For technical problems specifically: the useful message is almost always a clear description of the problem, not a proposed solution. The investigation belongs to the person who owns the system. Your job is to describe what you observed, not to diagnose it for them.
What to do instead
- Use AI as a personal thinking tool. Draft, rubber-duck, summarize for yourself. Then write the message in your own voice.
- Send the problem, not the hypothesis. "401 on every call" beats "here's my analysis of the backend's scope enforcement layer."
- If the AI output is genuinely the message, say so. "AI helped me draft this, flagging the parts I'm unsure about: [...]" is honest. Pasting it unmarked is not.

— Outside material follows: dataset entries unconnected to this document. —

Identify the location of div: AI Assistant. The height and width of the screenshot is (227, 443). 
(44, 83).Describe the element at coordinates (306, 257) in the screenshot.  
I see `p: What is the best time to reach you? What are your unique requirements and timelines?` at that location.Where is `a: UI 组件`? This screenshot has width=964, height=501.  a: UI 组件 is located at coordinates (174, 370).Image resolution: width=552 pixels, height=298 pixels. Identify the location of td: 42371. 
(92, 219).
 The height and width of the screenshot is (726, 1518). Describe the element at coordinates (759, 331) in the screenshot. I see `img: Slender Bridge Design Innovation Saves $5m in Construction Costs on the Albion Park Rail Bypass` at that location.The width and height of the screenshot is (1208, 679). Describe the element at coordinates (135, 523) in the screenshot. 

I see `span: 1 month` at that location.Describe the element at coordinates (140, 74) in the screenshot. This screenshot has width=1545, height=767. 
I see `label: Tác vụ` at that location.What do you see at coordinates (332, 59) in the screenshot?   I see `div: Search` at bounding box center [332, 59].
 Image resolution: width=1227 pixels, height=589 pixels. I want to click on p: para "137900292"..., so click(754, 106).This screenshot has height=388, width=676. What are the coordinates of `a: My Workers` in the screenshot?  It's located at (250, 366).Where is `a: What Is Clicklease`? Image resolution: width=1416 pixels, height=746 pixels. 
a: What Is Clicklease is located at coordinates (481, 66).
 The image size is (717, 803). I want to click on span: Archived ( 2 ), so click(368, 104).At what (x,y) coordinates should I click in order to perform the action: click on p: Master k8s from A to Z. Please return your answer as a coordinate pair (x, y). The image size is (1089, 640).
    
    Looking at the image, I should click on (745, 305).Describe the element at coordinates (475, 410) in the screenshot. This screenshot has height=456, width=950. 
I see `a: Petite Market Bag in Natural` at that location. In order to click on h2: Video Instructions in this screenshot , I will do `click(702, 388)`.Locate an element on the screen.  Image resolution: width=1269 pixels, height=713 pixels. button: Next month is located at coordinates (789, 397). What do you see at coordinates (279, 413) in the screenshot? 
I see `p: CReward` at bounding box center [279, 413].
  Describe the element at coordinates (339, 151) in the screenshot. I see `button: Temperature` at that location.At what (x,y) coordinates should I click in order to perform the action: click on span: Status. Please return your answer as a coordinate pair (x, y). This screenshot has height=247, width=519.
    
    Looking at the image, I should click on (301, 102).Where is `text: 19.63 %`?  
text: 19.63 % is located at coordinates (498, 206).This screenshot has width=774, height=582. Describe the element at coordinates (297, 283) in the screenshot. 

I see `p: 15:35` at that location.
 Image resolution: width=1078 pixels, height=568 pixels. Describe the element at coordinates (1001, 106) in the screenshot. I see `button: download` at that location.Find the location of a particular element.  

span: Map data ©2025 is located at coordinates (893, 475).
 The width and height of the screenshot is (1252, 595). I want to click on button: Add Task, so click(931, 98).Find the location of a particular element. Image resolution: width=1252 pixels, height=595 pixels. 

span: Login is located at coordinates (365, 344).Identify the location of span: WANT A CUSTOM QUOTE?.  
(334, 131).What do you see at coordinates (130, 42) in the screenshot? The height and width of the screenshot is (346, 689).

- Cut 80%. The useful signal is almost always in the first two sentences.
Closing
The pushback is already cultural. "AI;DR" works as a reply because everyone has spent the last few months skimming AI-polished paragraphs for the 10% that's actually relevant. That's the signal.
AI is a power tool. Point it at your own thinking and it makes you sharper. Point it at your teammates' inboxes and it makes you the reason someone replies "AI;DR."
Keep it human, keep it short, keep it yours.